Plenty of cooks stir the pot at Network Ten
April 6, 2011
Elizabeth Knight
Ten Network will publish its first-half result for the 2011 financial year this week. It won't be pretty. Nor will it be unexpected. The fortunes of the Ten Network have been the subject of more newspaper column inches over the past six months than most companies three times its size.
Putting aside the fact that media loves talking about its own industry, Ten's problems - its earnings before interest tax amortisation and depreciation will fall 12 per cent from the equivalent half last year - are what inspired a bunch of financial luminaries including James Packer, Lachlan Murdoch and Gina Rinehart to buy in.
It is a classic renovation job. At first glance it looked simple enough - a lick of paint, some new carpet and the returns would be in the bag.
But the media world is a delicately balanced place in Australia. If you fiddle with one lever, the foundations could be compromised.
The initial architectural plans for the Ten overhaul were simple enough. Get the costs out and try not to damage the revenue line too much. The target was the expensive strategy of a news service. The second leg was to fix up or ditch the digital sport channel One HD, and the third part (although some dispute this) was to run Sky News as a replacement digital channel.
The logic for cutting the costs of the recently revamped Ten news is clear enough. It is expensive and not rating sufficiently well. It has already had its slot rejigged.
The sports digital channel is receiving an embarrassing 1 per cent of audience share. As such, it is just a waste of spectrum.
Overall there was, and still is, plenty of room for improvement. Once the new shareholders took control, the first step of getting rid of the incumbent management was executed swiftly.
Step two was to replace it. This is where the strategy hit its first real snag. Ten chose the No. 3 whiz kid at Seven - a move that upset that network's owners, the largest of which was Kerry Stokes.
In the intertwined Australian media landscape the ramifications are potentially large.
In the first instance, Ten and Seven are in a partnership to bid for the free-to-air rights for the all-important NRL football coverage Second, Seven is the part-owner of Sky TV, along with Murdoch's BSkyB and Channel Nine.
The final ownership complication is that the pay television outfit Foxtel is 25 per cent owned by Consolidated Media, whose major shareholders are James Packer and Kerry Stokes.
Until Ten raided Seven's management there had been a degree of peace in the media sector, but Stokes is unhappy about the management grab by Ten, and how this plays out is anyone's guess.
Packer's resignation from the board of Ten does not seem to have achieved its aim of placating Stokes.
At the very least, these hurdles may hold up the Ten restoration. But they do not change the reality that this is a network in need of some operational changes.
Six years ago Ten was the envy of the media sector. It was masterful at running a low-cost operation - its mainstays were a few soapies, some cheap news and lots of reruns of popular programs such as
The Simpsons and
Seinfeld. It was run on the smell of an oily rag, was enormously popular with the younger demographic and made stellar returns.
But since then its cost base has gradually grown at a faster rate than its ratings or revenue. This got worse when the government introduced multichannelling, which allowed all the networks to run several channels - which they ultimately stuffed to the gunwales with US sitcoms and reruns.
These new digital channels such as Go and 7Mate and GEM looked like clones of Ten's prime network service without the news.
Ten's attempts to differentiate itself from the new digital channels has resulted in it spending more on programming.
On a cost-to-ratings ratio basis, Ten is now higher than Seven. Attempting to match Seven by spending more and hoping that ratings and advertising will follow is extremely risky.
Ten's revenue has held up pretty well to date, which suggests that the remedy for Ten, in the short term at least, is to attack its cost base.
It could also bring some money through the door by selling its outdoor advertising business, thereby reducing its interest bill and giving it some breathing space.
This is exactly why the new major shareholders in Ten see there is an opportunity to reverse the earnings slide by bringing in a sharp knife.
What would hamper this new strategy is any disagreements between the major shareholders on the direction Ten could take.
There have been suggestions this week that Gina Rinehart is a strong supporter of a new current affairs pilot program anchored by the ultra-conservative journalist Andrew Bolt, whose opinions are in line with that of the high priestess of iron ore.
Apart from making money on the Ten turnaround, Packer will also be interested in the carve-up of sports rights, which could also form part of Lachlan Murdoch's thinking. Murdoch is a director of his father's News Corporation, which, along with Packer's Consolidated Media, owns Fox Sports - which bids against the free-to-air networks for various sporting rights. Taking One HD out of the game would work.
For the players that have taken a punt on Ten, the holy grail is easy to see, but the path to it could be rocky.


**Goal of the exercise:** Print the listing below in full. Alter nothing.

**Information given:**
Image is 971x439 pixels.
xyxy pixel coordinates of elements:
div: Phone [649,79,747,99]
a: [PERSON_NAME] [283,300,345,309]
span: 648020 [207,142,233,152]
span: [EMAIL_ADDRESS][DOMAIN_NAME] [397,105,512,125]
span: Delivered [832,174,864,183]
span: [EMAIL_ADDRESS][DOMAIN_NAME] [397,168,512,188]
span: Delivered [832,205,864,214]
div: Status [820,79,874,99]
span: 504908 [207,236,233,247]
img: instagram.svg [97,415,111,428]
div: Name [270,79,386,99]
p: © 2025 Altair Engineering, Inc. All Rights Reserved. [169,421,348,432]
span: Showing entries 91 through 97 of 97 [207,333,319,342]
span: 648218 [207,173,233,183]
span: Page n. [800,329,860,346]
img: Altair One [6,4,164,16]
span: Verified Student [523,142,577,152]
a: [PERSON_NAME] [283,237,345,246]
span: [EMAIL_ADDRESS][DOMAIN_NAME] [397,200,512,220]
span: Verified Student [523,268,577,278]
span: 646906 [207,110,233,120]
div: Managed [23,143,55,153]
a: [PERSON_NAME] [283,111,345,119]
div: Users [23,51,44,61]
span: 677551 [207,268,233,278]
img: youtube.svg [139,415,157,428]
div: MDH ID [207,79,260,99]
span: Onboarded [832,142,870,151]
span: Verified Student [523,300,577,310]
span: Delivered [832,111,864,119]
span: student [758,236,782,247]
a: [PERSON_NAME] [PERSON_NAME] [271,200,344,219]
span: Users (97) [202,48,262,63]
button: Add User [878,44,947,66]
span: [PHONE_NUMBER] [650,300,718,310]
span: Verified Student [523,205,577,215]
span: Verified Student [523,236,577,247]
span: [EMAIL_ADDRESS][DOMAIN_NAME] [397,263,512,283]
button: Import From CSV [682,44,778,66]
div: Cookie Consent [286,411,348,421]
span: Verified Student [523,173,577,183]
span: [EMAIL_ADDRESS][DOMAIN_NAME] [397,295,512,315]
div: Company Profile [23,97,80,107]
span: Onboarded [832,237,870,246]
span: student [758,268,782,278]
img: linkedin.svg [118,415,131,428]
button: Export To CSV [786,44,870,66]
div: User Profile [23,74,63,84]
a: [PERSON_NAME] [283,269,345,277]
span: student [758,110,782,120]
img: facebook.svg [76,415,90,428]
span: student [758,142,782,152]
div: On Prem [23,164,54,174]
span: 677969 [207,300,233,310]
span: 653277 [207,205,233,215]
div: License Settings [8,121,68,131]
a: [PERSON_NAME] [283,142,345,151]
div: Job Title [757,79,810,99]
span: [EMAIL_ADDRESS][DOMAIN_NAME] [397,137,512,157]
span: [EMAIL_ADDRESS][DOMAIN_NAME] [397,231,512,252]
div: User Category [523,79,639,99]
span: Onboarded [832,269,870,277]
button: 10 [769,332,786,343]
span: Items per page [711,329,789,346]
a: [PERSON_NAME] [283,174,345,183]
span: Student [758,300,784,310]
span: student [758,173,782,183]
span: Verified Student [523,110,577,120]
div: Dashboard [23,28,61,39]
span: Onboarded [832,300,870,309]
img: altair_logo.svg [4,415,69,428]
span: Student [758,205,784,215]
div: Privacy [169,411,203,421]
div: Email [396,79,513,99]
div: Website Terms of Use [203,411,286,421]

**Solution to the problem:**
Image is 971x439 pixels.
xyxy pixel coordinates of elements:
div: Phone [649,79,747,99]
a: [PERSON_NAME] [283,300,345,309]
span: 648020 [207,142,233,152]
span: [EMAIL_ADDRESS][DOMAIN_NAME] [397,105,512,125]
span: Delivered [832,174,864,183]
span: [EMAIL_ADDRESS][DOMAIN_NAME] [397,168,512,188]
span: Delivered [832,205,864,214]
div: Status [820,79,874,99]
span: 504908 [207,236,233,247]
img: instagram.svg [97,415,111,428]
div: Name [270,79,386,99]
p: © 2025 Altair Engineering, Inc. All Rights Reserved. [169,421,348,432]
span: Showing entries 91 through 97 of 97 [207,333,319,342]
span: 648218 [207,173,233,183]
span: Page n. [800,329,860,346]
img: Altair One [6,4,164,16]
span: Verified Student [523,142,577,152]
a: [PERSON_NAME] [283,237,345,246]
span: [EMAIL_ADDRESS][DOMAIN_NAME] [397,200,512,220]
span: Verified Student [523,268,577,278]
span: 646906 [207,110,233,120]
div: Managed [23,143,55,153]
a: [PERSON_NAME] [283,111,345,119]
div: Users [23,51,44,61]
span: 677551 [207,268,233,278]
img: youtube.svg [139,415,157,428]
div: MDH ID [207,79,260,99]
span: Onboarded [832,142,870,151]
span: Verified Student [523,300,577,310]
span: Delivered [832,111,864,119]
span: student [758,236,782,247]
a: [PERSON_NAME] [PERSON_NAME] [271,200,344,219]
span: Users (97) [202,48,262,63]
button: Add User [878,44,947,66]
span: [PHONE_NUMBER] [650,300,718,310]
span: Verified Student [523,205,577,215]
span: Verified Student [523,236,577,247]
span: [EMAIL_ADDRESS][DOMAIN_NAME] [397,263,512,283]
button: Import From CSV [682,44,778,66]
div: Cookie Consent [286,411,348,421]
span: Verified Student [523,173,577,183]
span: [EMAIL_ADDRESS][DOMAIN_NAME] [397,295,512,315]
div: Company Profile [23,97,80,107]
span: Onboarded [832,237,870,246]
span: student [758,268,782,278]
img: linkedin.svg [118,415,131,428]
button: Export To CSV [786,44,870,66]
div: User Profile [23,74,63,84]
a: [PERSON_NAME] [283,269,345,277]
span: student [758,110,782,120]
img: facebook.svg [76,415,90,428]
span: student [758,142,782,152]
div: On Prem [23,164,54,174]
span: 677969 [207,300,233,310]
span: 653277 [207,205,233,215]
div: License Settings [8,121,68,131]
a: [PERSON_NAME] [283,142,345,151]
div: Job Title [757,79,810,99]
span: [EMAIL_ADDRESS][DOMAIN_NAME] [397,137,512,157]
span: [EMAIL_ADDRESS][DOMAIN_NAME] [397,231,512,252]
div: User Category [523,79,639,99]
span: Onboarded [832,269,870,277]
button: 10 [769,332,786,343]
span: Items per page [711,329,789,346]
a: [PERSON_NAME] [283,174,345,183]
span: Student [758,300,784,310]
span: student [758,173,782,183]
span: Verified Student [523,110,577,120]
div: Dashboard [23,28,61,39]
span: Onboarded [832,300,870,309]
img: altair_logo.svg [4,415,69,428]
span: Student [758,205,784,215]
div: Privacy [169,411,203,421]
div: Email [396,79,513,99]
div: Website Terms of Use [203,411,286,421]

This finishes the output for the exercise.